### Activity:
Start to finish, print the data below exactly, without the images.

[[ Dataset, beginning ]]

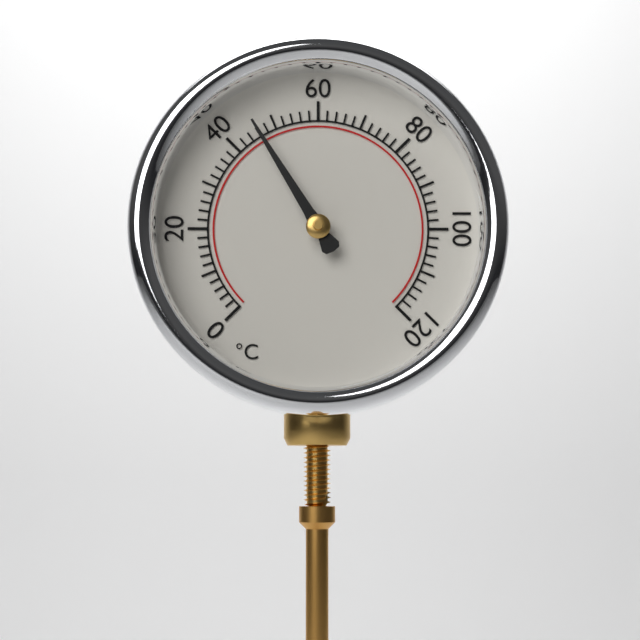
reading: 46 °C
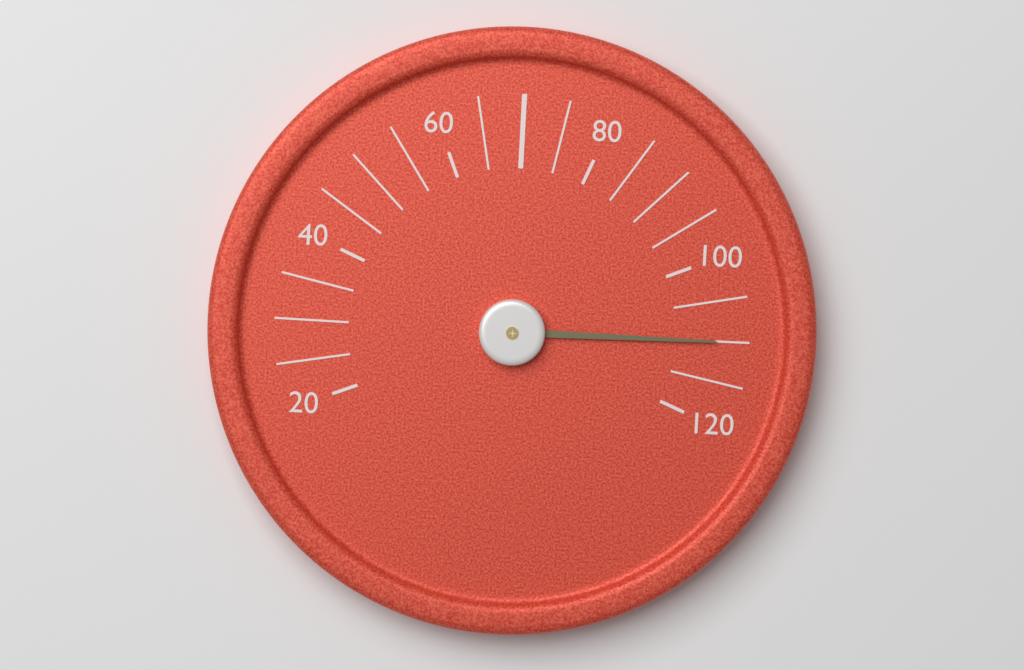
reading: 110 (no unit)
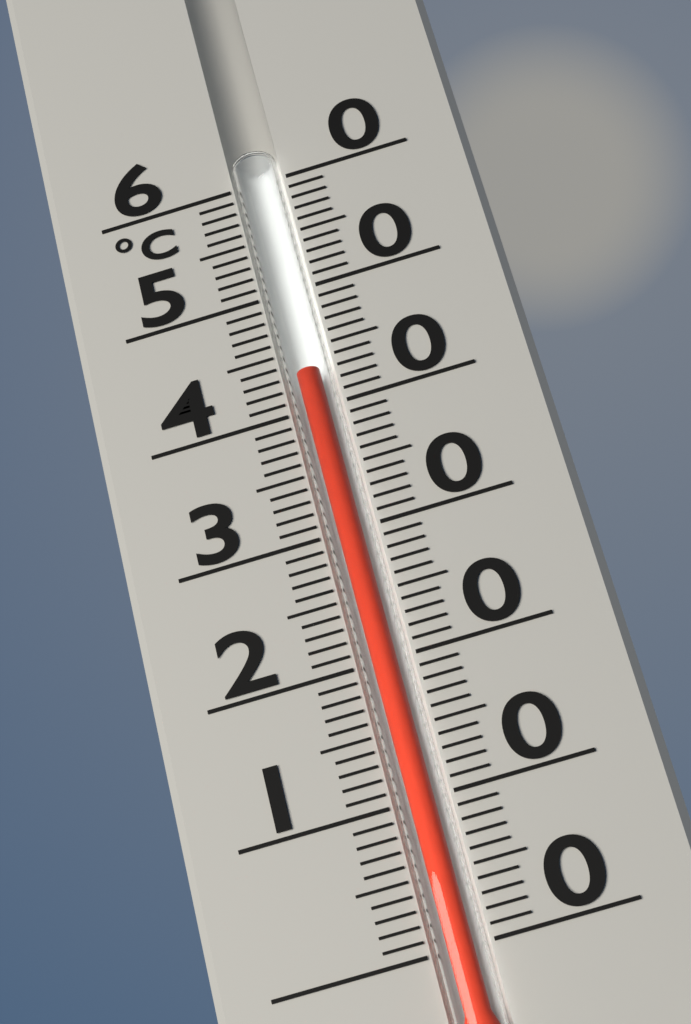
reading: 43 °C
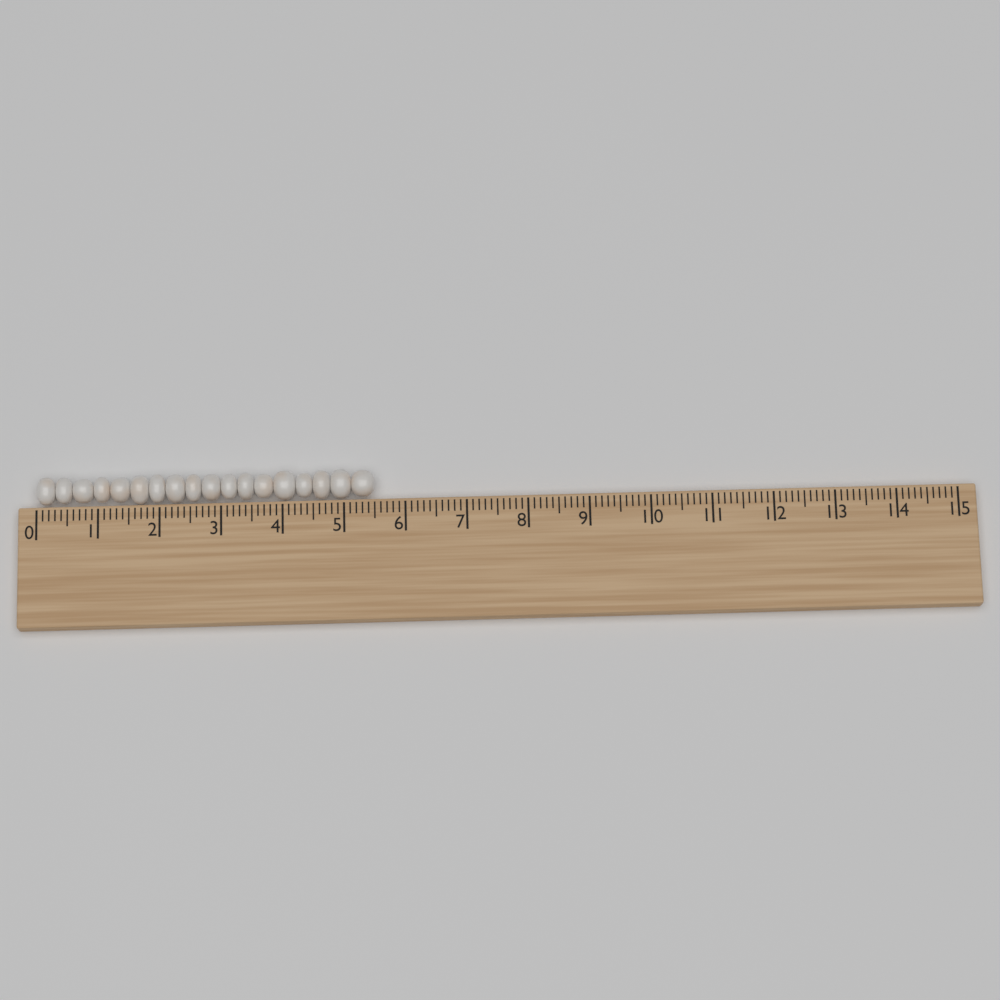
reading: 5.5 (no unit)
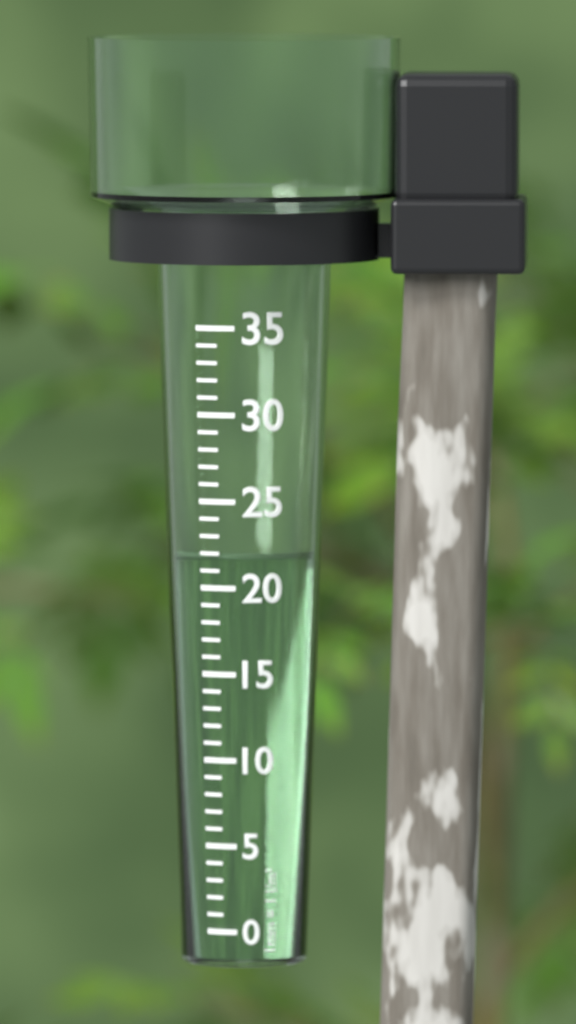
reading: 22 mm
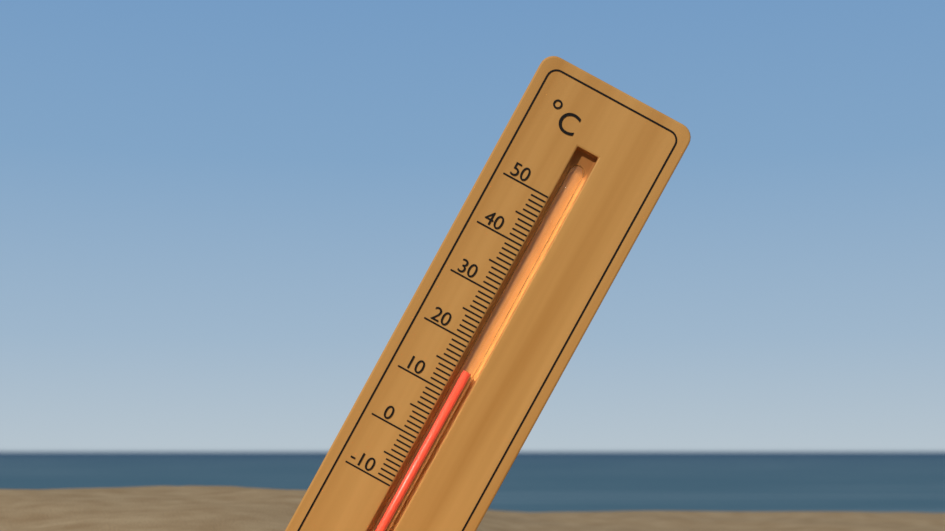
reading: 15 °C
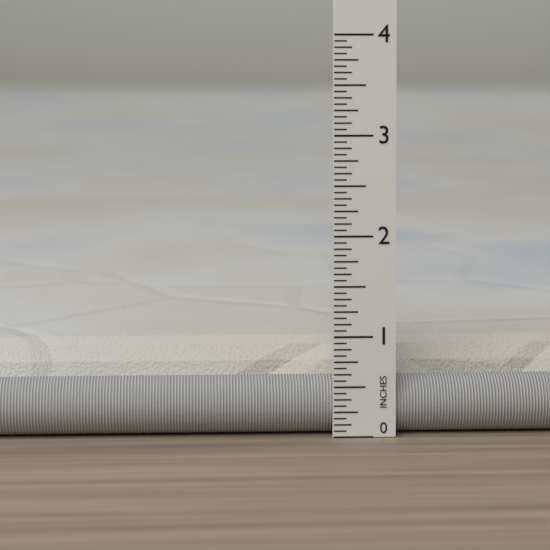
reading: 0.8750 in
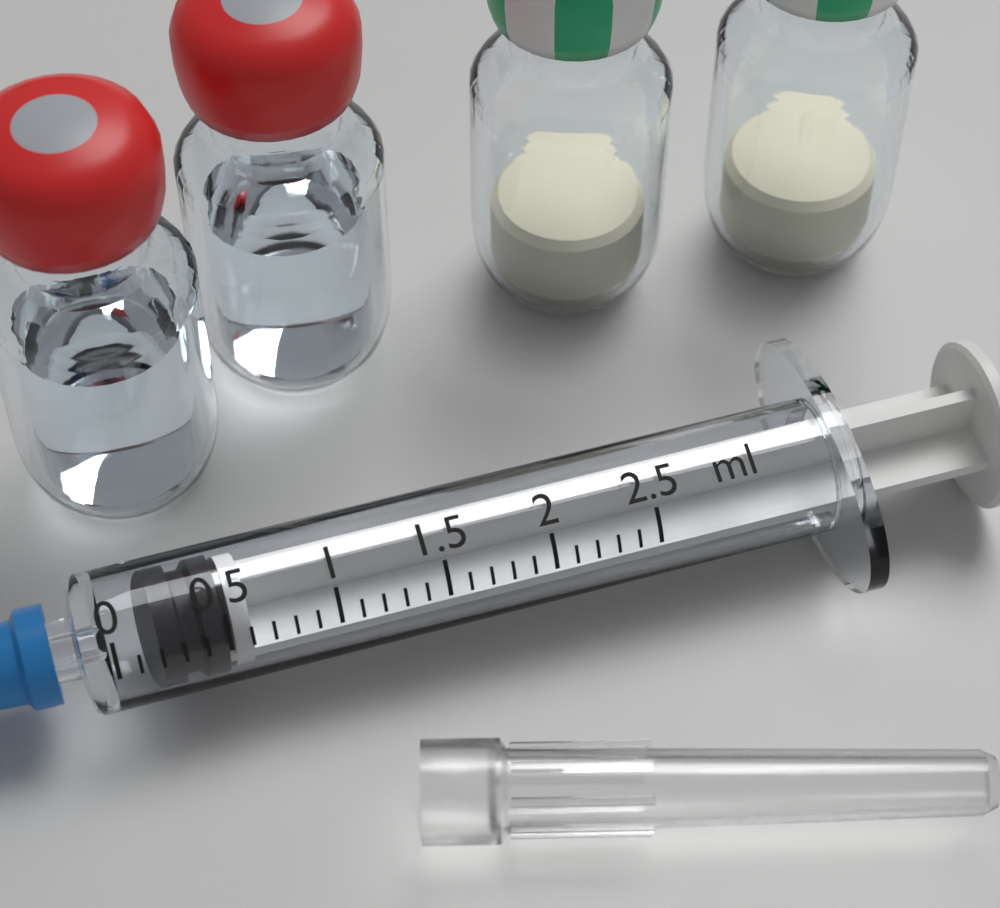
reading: 0.2 ml
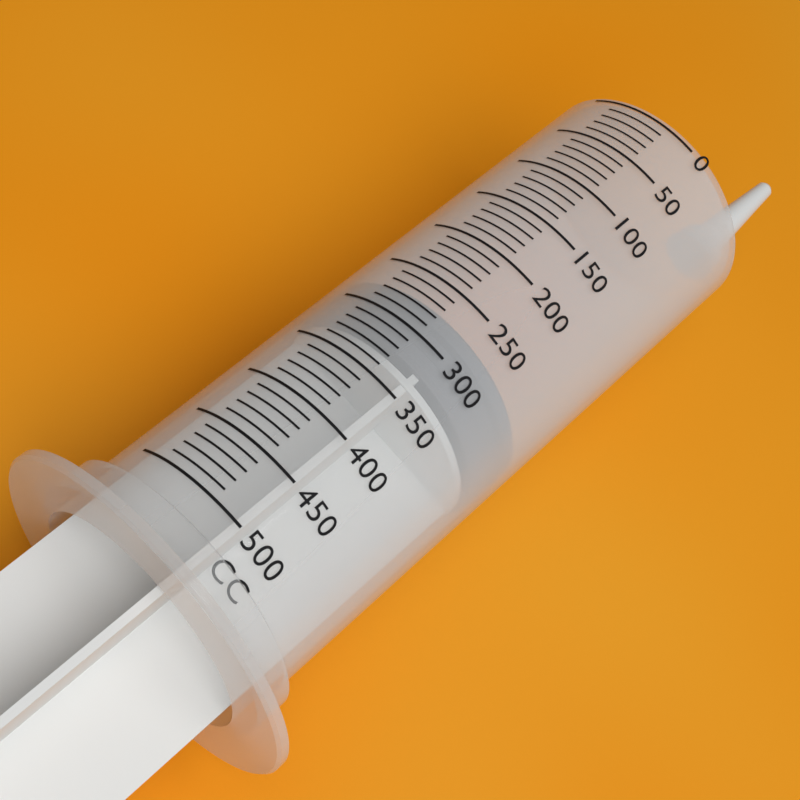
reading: 270 cc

[[ Dataset, end ]]

### Solution for this problem:
reading: 46 °C
reading: 110 (no unit)
reading: 43 °C
reading: 5.5 (no unit)
reading: 22 mm
reading: 15 °C
reading: 0.8750 in
reading: 0.2 ml
reading: 270 cc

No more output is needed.